• _TO DO_: Every line from the one with "The height and width of the screenshot is (560, 731)." to the end of the listing, and nothing else, is to be printed exactly; please leave the pictures out.

• _RECORD EXTRACTS_:
..............................

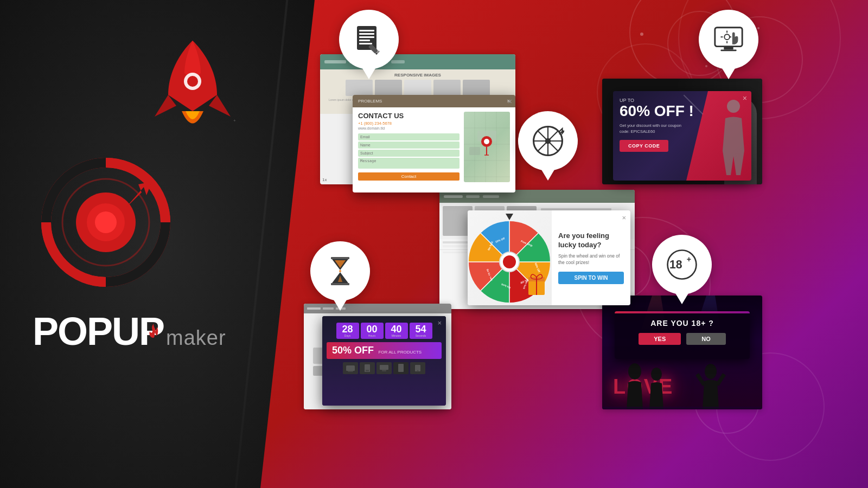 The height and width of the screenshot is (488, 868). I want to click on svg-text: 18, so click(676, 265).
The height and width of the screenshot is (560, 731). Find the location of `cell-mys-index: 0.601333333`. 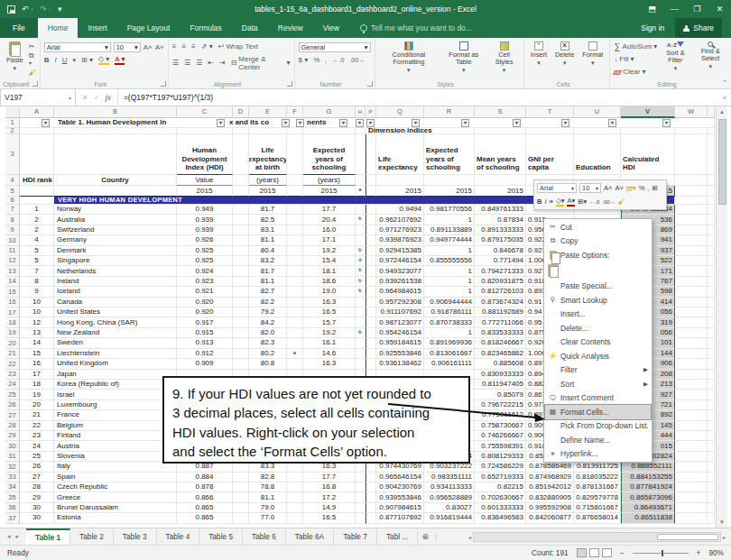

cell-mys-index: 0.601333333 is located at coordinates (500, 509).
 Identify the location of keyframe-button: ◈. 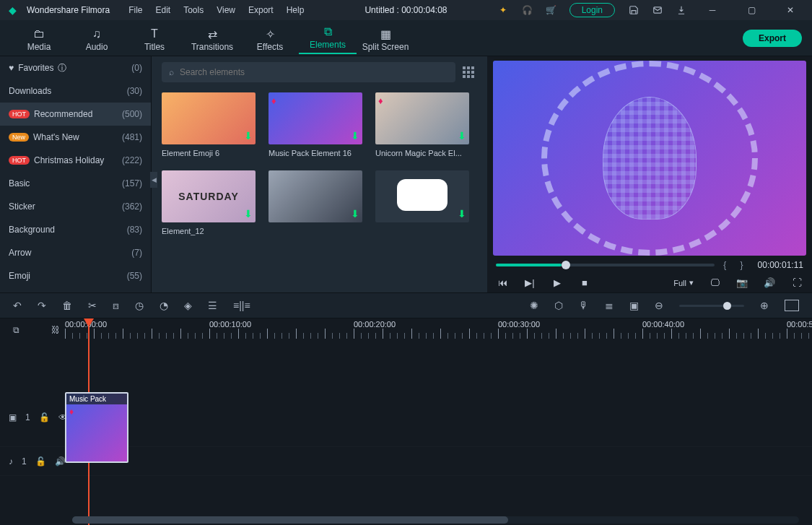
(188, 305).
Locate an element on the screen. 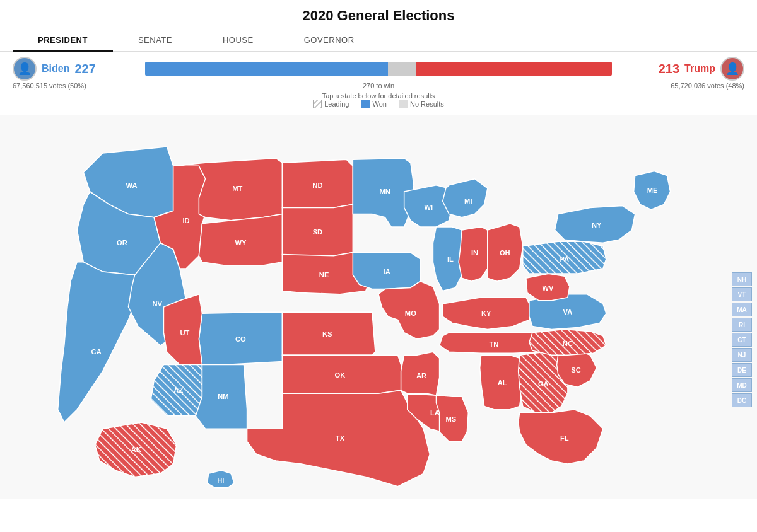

..............................

• _WRITTEN REPLY_:
The height and width of the screenshot is (560, 731). Find the location of `cell-mys-index: 0.601333333`. 

cell-mys-index: 0.601333333 is located at coordinates (500, 509).
 Identify the location of keyframe-button: ◈. 
(188, 305).
Locate an element on the screen. 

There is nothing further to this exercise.